TOP
Pie in the Sky
Pie in the Sky

Pie in the Sky

Sixth Sunday of the Year. Fr Leon Pereira issues a call to heroism.

The gibe that Christians believe in ‘pie in the sky’ derides an otherworldly eternal salvation, while neglecting the needs of this world. These two, eternal salvation and temporal liberation, must co-exist. No one denies that we ought to liberate the socially, economically and politically oppressed. The dispute is over how.

In the film Priest (1994), the older priest is a kind, pastoral man. He is left-wing and into Liberation Theology. He also has a concubine with whom he cohabits. This last moral failing is depicted sympathetically; after all, he does so much good. The younger priest is kind but rigid (rigidity—the bête noire of our time!). He becomes humble and loving by accepting a sexually-active homosexual relationship. The film-makers were evidently not fans of clerical celibacy!

Everyone has moral failings, everyone has sins. A chronic toleration of sin, however, is not the same as accepting that we are sinners. Just as one cannot study theology without faith in God (you would only be doing religious studies, not theology) so too one cannot live the life of the Spirit while compromising with the spirit of this world, the evil one. Scripture says,

If we say we have fellowship with Him while we walk in darkness, we lie and do not practice the truth. But if we walk in the light, as He is in the light, we have fellowship with one another, and the blood of Jesus His Son cleanses us from all sin. (1 Jn 1:6-7)

There was a bishop who, in the face of overwhelming evidence, admitted to a series of adulterous relationships with women. He still believed he was a good pastor, and wanted to continue his ministry. As a parting shot he remarked, ‘At least I never preached on sexual morality’. The implication is that he wasn’t a hypocrite. That’s true. He was something worse. Imagine a woman subsisting on a meat-only diet, and dying eventually of colon cancer. She consoles herself saying, ‘At least I never fed my children vegetables’. She’s not a hypocrite. She’s something worse—a mother who failed as mother. That bishop was a father who failed as father.

A fundamental flaw here is thinking: It’s all up to me, I’m doing God a favour. This lie enables us to live with sin, in sin, and not to notice it anymore. We conceal it with presumption, like King Charles II’s ‘Surely God will not damn a man for allowing himself a little pleasure?’, and the assurance that it will all come out in the wash. It is from such clerics that we get an exaggerated mercy, an emptied hell, and pats on the back all round. The only real sins are polluting the environment and being right-wing, for which there is no forgiveness—only cancellation.

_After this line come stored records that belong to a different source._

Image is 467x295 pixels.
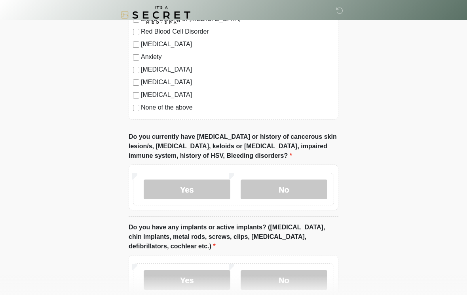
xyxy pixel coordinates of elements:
label: [MEDICAL_DATA] [141,40,334,49]
label: Do you have any implants or active implants? ([MEDICAL_DATA], chin implants, metal rods, screws, ... [129,223,338,251]
label: [MEDICAL_DATA] [141,78,334,87]
input: None of the above [133,105,139,111]
img: It's A Secret Med Spa Logo [121,6,190,24]
label: Red Blood Cell Disorder [141,27,334,36]
label: None of the above [141,103,334,112]
label: No [240,180,327,199]
label: [MEDICAL_DATA] [141,65,334,74]
input: Anxiety [133,54,139,61]
label: Anxiety [141,52,334,62]
input: [MEDICAL_DATA] [133,92,139,98]
label: Do you currently have [MEDICAL_DATA] or history of cancerous skin lesion/s, [MEDICAL_DATA], keloi... [129,132,338,161]
label: No [240,270,327,290]
label: Yes [144,270,230,290]
input: Red Blood Cell Disorder [133,29,139,35]
input: [MEDICAL_DATA] [133,79,139,86]
input: [MEDICAL_DATA] [133,67,139,73]
label: Yes [144,180,230,199]
label: [MEDICAL_DATA] [141,90,334,100]
input: [MEDICAL_DATA] [133,42,139,48]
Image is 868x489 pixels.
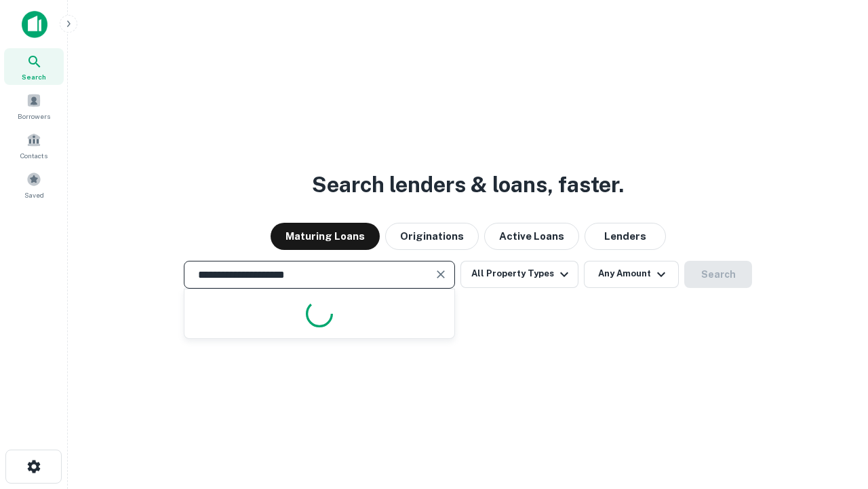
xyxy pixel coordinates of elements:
[22,71,46,82] span: Search
[22,11,48,38] img: capitalize-icon.png
[312,168,624,201] h3: Search lenders & loans, faster.
[385,223,479,250] button: Originations
[460,261,579,288] button: All Property Types
[4,167,64,203] a: Saved
[24,189,44,200] span: Saved
[270,223,379,250] button: Maturing Loans
[584,261,679,288] button: Any Amount
[20,150,48,161] span: Contacts
[4,87,64,124] a: Borrowers
[585,223,666,250] button: Lenders
[4,127,64,163] a: Contacts
[800,380,868,445] iframe: Chat Widget
[18,111,50,121] span: Borrowers
[484,223,579,250] button: Active Loans
[4,48,64,85] a: Search
[431,265,451,284] button: Clear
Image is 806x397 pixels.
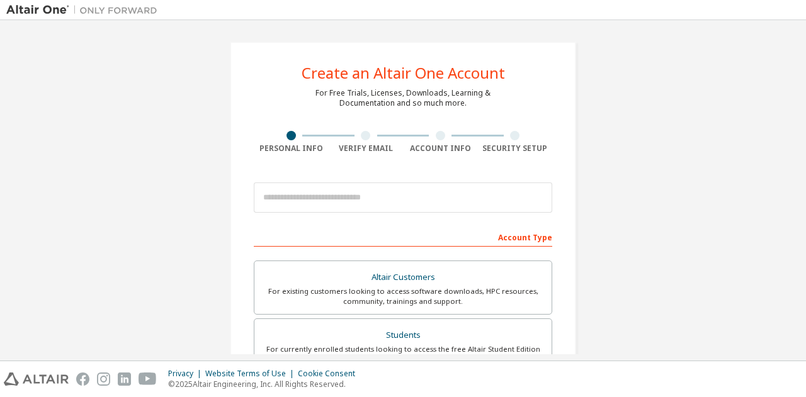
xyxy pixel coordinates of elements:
[118,373,131,386] img: linkedin.svg
[6,4,164,16] img: Altair One
[139,373,157,386] img: youtube.svg
[97,373,110,386] img: instagram.svg
[302,65,505,81] div: Create an Altair One Account
[403,144,478,154] div: Account Info
[205,369,298,379] div: Website Terms of Use
[262,344,544,365] div: For currently enrolled students looking to access the free Altair Student Edition bundle and all ...
[76,373,89,386] img: facebook.svg
[168,369,205,379] div: Privacy
[298,369,363,379] div: Cookie Consent
[315,88,490,108] div: For Free Trials, Licenses, Downloads, Learning & Documentation and so much more.
[262,269,544,286] div: Altair Customers
[262,286,544,307] div: For existing customers looking to access software downloads, HPC resources, community, trainings ...
[254,227,552,247] div: Account Type
[329,144,404,154] div: Verify Email
[262,327,544,344] div: Students
[4,373,69,386] img: altair_logo.svg
[478,144,553,154] div: Security Setup
[168,379,363,390] p: © 2025 Altair Engineering, Inc. All Rights Reserved.
[254,144,329,154] div: Personal Info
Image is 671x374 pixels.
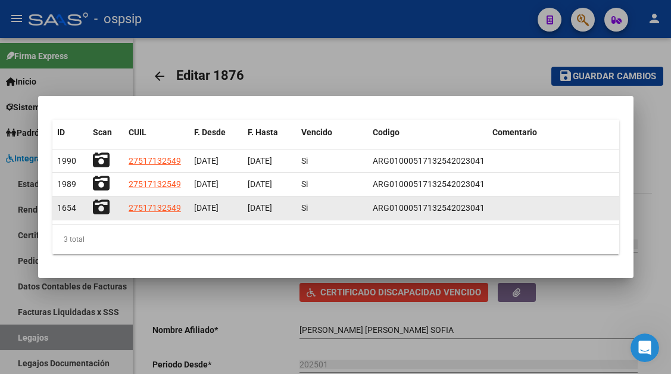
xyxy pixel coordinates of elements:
span: 27517132549 [129,179,181,189]
span: 1989 [57,179,76,189]
datatable-header-cell: Vencido [297,120,368,145]
datatable-header-cell: Codigo [368,120,488,145]
span: Scan [93,127,112,137]
span: ARG01000517132542023041220250412BSAS450 [373,179,562,189]
span: 1990 [57,156,76,166]
datatable-header-cell: Scan [88,120,124,145]
span: 1654 [57,203,76,213]
span: F. Hasta [248,127,278,137]
span: 27517132549 [129,203,181,213]
span: F. Desde [194,127,226,137]
datatable-header-cell: F. Desde [189,120,243,145]
span: Comentario [493,127,537,137]
span: [DATE] [248,156,272,166]
span: [DATE] [194,179,219,189]
div: 3 total [52,225,620,254]
iframe: Intercom live chat [631,334,660,362]
span: [DATE] [248,179,272,189]
datatable-header-cell: F. Hasta [243,120,297,145]
span: Si [301,156,308,166]
span: Si [301,203,308,213]
span: Codigo [373,127,400,137]
datatable-header-cell: Comentario [488,120,620,145]
span: 27517132549 [129,156,181,166]
span: ARG01000517132542023041220250412BSAS450 [373,156,562,166]
datatable-header-cell: CUIL [124,120,189,145]
datatable-header-cell: ID [52,120,88,145]
span: [DATE] [248,203,272,213]
span: [DATE] [194,203,219,213]
span: Si [301,179,308,189]
span: CUIL [129,127,147,137]
span: ID [57,127,65,137]
span: [DATE] [194,156,219,166]
span: Vencido [301,127,332,137]
span: ARG01000517132542023041220240412 [373,203,528,213]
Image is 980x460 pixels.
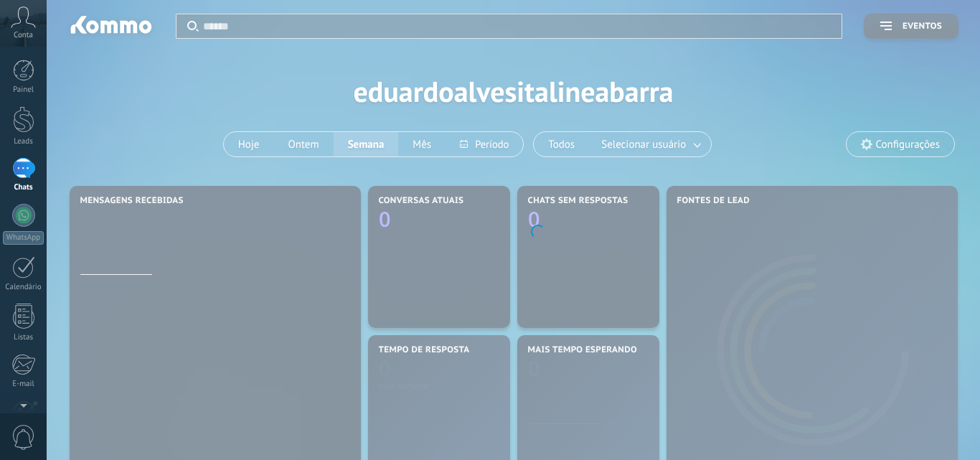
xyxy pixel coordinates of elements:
div: Chats [3,183,45,192]
div: E-mail [3,379,45,389]
div: Listas [3,333,45,342]
div: Leads [3,137,45,146]
div: WhatsApp [3,231,44,245]
div: Painel [3,86,45,95]
div: Calendário [3,283,45,292]
span: Conta [13,31,33,40]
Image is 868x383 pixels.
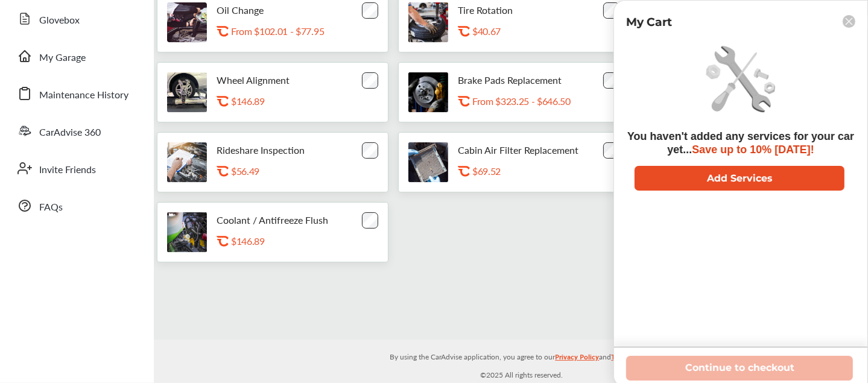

In this graceless Christianity, there is no call for Christian heroism. The other side of the coin of It’s all up to me is the horrible conviction: It’s God’s fault. From bankrupt clerics we hear that Christians cannot be heroes. Their thinking is: It’s not my fault that my wife left me, and so I have a new sexual partner now without matrimony. It’s not my fault that my sexual attractions are this way or that, so why repress them? It’s God’s fault for making me this way!

Where there is no grace, politics are everything—plotting, shenanigans, manipulating the Church. Redefining adultery, fornication and perversions will make everyone a saint. No sin means no redemption is necessary. This graceless poverty manifests also in the current pandemic. Reasonable precautions should always be applied. But the excessive restrictions and widespread fear which paralyse worship and charity show our own bankruptcy. As Auden wrote, we are ‘children afraid of the dark / who have never been happy or good’.

If for this life only we have hoped in Christ, we are the most pitiable people of all. (1 Cor 15:19)

There is ‘pie in the sky’, and our citizenship is in heaven (Phil 3:20). It isn’t all up to us, and it isn’t God’s fault. God loves us, more than we dare to believe. His grace will not be lacking to make us heroes and more—even His children.

Readings: Jeremiah 17:5-8 | 1 Corinthians 15:12,16-20 | Luke 6:17,20-26

Image: detail from All Saints by Fra Angelico, photographed by Lawrence Lew OP.

fr Leon Pereira is chaplain to the English-speaking pilgrims in Medjugorje, Bosnia & Herzegovina.
leon.pereira@english.op.org

Post a Comment

This site uses Akismet to reduce spam. Learn how your comment data is processed.